This exhibition was originally on view from February 28, 2020 through June 14, 2020.

The project Sultana’s Dream was inspired by the Bengali Muslim feminist writer Rokeya Sakhawat Hossain’s early 20th-century story of the same title. The prints–all black linocuts on tan paper—both illustrate elements of the text and use its imagery and themes to explore urgent topics of the political present.

Hossain’s 1905 short story begins in reverie: “One evening I was lounging in an easy chair in my bedroom and thinking lazily of the condition of Indian womanhood.” The narrator soon is led on a dreamlike stroll through Ladyland, a utopian matriarchy where women have harnessed the power of the sun to live prosperously and efficiently. Education and compassion for refugees are paramount, and men remain indoors, in domestic spaces. Ganesh literally interprets certain moments from this pioneering work of feminist science fiction: the opening scene in the easy chair, for example, or a military battle won by wielding an inventive solar weapon. Other images describe and build upon Ladyland’s architecture and environment, further elucidating the vivid atmosphere that Hossain created.

Far from merely illustrating Hossain’s text, however, the portfolio, in the artist’s words, “connects with problems shaping 21st-century life: apocalyptic environmental disaster, the disturbing persistence of gender-based inequality, the power of the wealthy few against the economic struggles of the majority, and ongoing geopolitical conflicts that cause widespread death and suffering.” Like much of Ganesh’s work, Sultana’s Dream engages these subjects through the lens of history, literature, and mythology not only to examine the relationship between imagined and lived worlds but also to consider how utopian fantasies might be realized.

Media

Download a PDF of Rokeya Sakhawat Hossain’s story Sultana’s Dream.

A reading of Sultana’s Dream.
Svati Shah, associate professor of Women’s, Gender and Sexuality studies at the University of Massachusetts, Amherst, with artist Chitra Ganesh, at the Rubin Museum.
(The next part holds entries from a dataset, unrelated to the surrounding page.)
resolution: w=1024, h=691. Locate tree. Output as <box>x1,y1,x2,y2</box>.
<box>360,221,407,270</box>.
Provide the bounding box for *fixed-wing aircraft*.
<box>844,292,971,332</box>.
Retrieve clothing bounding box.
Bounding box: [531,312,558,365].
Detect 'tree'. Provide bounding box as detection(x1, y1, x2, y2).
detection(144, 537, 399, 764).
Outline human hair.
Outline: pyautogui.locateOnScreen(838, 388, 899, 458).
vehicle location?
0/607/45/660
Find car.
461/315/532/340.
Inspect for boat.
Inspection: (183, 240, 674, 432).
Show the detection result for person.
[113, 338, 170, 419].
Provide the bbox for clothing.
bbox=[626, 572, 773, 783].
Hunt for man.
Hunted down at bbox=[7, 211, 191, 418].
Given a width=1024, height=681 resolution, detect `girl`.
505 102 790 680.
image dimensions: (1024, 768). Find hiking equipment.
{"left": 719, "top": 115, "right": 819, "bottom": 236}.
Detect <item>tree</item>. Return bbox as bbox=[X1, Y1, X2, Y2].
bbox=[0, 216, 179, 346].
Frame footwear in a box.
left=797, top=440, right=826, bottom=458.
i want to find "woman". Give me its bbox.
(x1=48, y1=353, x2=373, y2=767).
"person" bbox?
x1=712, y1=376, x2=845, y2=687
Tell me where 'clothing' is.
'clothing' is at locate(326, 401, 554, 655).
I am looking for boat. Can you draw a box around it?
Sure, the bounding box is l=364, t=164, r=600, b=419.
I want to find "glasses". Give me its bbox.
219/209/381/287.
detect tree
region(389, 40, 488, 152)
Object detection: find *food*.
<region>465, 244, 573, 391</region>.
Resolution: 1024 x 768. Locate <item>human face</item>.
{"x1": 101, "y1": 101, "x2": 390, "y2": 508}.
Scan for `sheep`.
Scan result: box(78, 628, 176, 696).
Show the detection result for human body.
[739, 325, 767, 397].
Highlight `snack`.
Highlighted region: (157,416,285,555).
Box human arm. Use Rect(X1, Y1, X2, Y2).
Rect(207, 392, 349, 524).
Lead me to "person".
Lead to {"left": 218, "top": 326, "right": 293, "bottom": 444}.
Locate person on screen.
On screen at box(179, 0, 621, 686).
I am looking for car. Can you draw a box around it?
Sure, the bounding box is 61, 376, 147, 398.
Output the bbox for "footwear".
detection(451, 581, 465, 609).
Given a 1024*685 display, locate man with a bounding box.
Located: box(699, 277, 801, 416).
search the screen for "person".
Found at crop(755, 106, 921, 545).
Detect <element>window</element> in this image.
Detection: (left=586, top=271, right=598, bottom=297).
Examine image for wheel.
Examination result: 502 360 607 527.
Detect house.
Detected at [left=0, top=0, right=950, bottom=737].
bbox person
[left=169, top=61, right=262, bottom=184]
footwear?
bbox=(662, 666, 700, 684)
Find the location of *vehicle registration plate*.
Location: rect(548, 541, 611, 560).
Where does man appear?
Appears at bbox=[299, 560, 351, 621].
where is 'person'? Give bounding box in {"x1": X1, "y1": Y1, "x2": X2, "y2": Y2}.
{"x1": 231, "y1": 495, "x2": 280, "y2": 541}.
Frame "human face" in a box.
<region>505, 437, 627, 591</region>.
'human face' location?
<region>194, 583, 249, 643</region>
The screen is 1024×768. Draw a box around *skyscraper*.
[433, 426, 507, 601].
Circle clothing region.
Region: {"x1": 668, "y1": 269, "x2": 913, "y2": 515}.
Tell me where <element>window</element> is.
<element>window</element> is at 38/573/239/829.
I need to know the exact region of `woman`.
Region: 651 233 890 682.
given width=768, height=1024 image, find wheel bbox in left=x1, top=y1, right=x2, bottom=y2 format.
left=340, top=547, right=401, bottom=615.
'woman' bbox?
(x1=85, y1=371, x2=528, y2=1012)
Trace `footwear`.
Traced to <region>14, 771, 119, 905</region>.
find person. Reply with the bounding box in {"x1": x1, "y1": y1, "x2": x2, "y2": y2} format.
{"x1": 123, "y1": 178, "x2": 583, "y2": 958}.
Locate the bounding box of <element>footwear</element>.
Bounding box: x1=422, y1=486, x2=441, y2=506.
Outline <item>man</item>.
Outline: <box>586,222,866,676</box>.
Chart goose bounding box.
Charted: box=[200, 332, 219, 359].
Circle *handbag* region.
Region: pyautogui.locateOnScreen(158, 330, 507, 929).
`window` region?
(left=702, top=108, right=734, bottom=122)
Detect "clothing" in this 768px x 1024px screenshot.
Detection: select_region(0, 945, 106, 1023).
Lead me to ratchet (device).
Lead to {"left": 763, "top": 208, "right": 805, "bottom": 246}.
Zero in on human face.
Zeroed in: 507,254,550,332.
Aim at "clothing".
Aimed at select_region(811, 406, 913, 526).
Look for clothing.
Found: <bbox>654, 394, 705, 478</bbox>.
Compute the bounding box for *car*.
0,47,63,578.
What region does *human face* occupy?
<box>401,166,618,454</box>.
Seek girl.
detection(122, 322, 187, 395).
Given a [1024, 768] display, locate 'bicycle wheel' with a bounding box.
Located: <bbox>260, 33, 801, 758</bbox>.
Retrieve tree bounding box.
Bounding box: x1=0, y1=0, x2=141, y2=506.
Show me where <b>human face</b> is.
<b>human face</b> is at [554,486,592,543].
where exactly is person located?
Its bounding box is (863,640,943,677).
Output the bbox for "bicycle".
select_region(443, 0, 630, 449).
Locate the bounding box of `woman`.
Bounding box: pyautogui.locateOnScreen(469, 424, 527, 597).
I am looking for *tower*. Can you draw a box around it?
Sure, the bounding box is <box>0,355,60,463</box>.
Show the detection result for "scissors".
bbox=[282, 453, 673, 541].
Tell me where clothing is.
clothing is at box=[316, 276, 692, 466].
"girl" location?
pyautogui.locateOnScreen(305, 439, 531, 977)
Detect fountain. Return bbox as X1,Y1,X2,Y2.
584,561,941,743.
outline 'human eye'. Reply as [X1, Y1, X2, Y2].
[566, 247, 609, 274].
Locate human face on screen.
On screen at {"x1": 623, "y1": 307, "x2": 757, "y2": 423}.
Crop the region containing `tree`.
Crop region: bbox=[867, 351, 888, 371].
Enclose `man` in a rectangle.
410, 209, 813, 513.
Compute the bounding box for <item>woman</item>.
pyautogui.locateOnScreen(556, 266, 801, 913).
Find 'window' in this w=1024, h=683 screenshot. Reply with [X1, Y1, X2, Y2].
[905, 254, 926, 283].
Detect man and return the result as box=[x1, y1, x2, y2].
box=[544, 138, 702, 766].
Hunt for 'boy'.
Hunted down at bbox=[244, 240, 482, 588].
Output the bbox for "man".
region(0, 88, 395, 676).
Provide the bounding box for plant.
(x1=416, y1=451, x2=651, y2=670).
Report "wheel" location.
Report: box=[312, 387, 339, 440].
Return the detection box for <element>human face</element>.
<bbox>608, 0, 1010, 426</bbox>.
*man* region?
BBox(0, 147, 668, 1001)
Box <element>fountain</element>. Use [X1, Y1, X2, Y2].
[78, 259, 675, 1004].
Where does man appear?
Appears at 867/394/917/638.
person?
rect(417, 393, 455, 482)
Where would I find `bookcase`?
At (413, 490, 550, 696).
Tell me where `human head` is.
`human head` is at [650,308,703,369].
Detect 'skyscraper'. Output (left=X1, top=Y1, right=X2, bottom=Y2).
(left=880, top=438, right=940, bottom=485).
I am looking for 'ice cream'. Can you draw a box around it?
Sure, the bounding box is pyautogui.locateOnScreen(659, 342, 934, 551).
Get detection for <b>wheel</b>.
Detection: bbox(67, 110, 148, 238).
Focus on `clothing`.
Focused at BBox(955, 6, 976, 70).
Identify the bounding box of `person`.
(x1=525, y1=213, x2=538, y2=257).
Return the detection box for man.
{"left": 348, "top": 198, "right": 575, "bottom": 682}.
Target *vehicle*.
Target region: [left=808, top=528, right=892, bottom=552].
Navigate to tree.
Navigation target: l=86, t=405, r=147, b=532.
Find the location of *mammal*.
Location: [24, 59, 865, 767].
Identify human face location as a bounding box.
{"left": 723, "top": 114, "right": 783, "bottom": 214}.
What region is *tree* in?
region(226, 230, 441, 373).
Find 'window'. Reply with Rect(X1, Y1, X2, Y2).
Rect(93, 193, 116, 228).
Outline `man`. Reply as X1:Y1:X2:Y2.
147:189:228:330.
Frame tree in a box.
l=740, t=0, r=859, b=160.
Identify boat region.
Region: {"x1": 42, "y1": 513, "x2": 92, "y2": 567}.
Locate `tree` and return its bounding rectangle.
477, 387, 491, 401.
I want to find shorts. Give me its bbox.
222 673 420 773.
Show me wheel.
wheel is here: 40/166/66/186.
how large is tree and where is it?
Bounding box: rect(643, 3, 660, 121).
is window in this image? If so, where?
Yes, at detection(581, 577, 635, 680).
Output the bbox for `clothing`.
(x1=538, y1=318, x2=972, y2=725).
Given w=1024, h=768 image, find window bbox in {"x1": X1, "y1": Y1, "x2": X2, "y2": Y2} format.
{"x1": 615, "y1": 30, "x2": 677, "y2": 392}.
Photo by Michael Seto.

About the Artist

Chitra Ganesh is a visual artist based in Brooklyn, New York. A multimedia artist known for articulating feminist and queer narratives that weave religious, mythological, and popular iconographies, Ganesh was born and raised in a Hindu Indian immigrant family in Brooklyn and Queens Her wide-ranging practice, which includes drawings, photographic digital collages, text-based works, and collaborations, draws from a vast array of mythology, literature, and popular culture, both worshiped and vernacular, to reveal these narratives from the past and to imagine new visions of the future.